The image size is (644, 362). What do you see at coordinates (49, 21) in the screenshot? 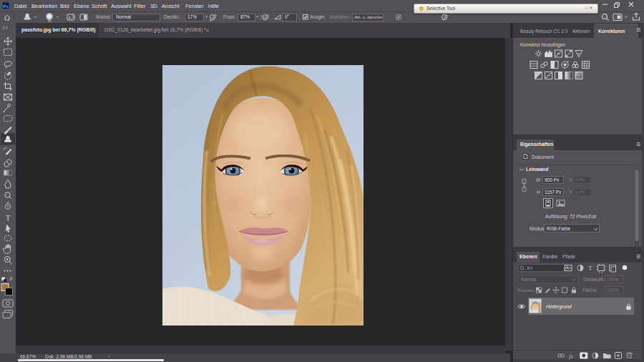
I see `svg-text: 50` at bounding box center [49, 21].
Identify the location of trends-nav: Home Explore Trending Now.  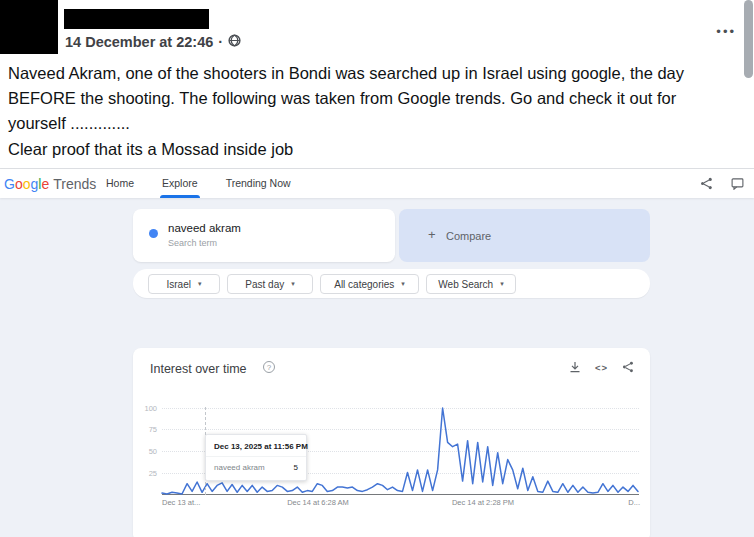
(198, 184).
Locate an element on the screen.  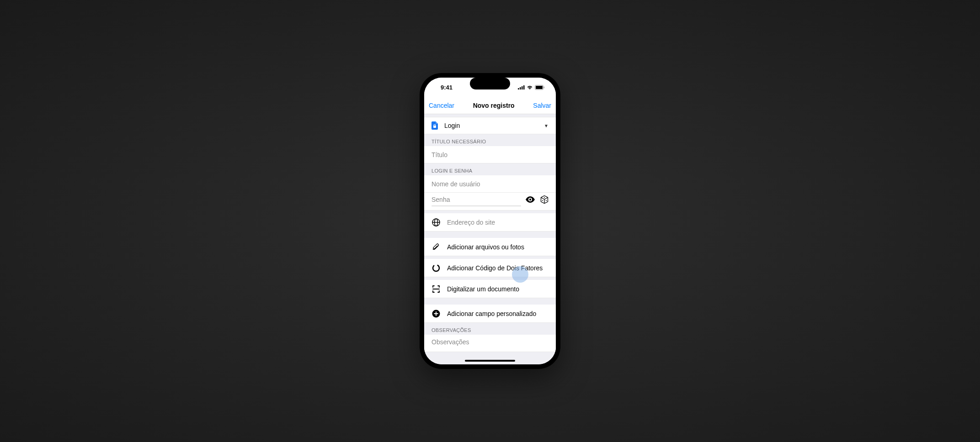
.....
Your goal: Skip the pictures and retype exactly the lines from the one that contains "Identify the location" to the last line of the records.

Solution for this task:
Identify the location of trends-nav: Home Explore Trending Now.  
(198, 184).
Locate an element on the screen.  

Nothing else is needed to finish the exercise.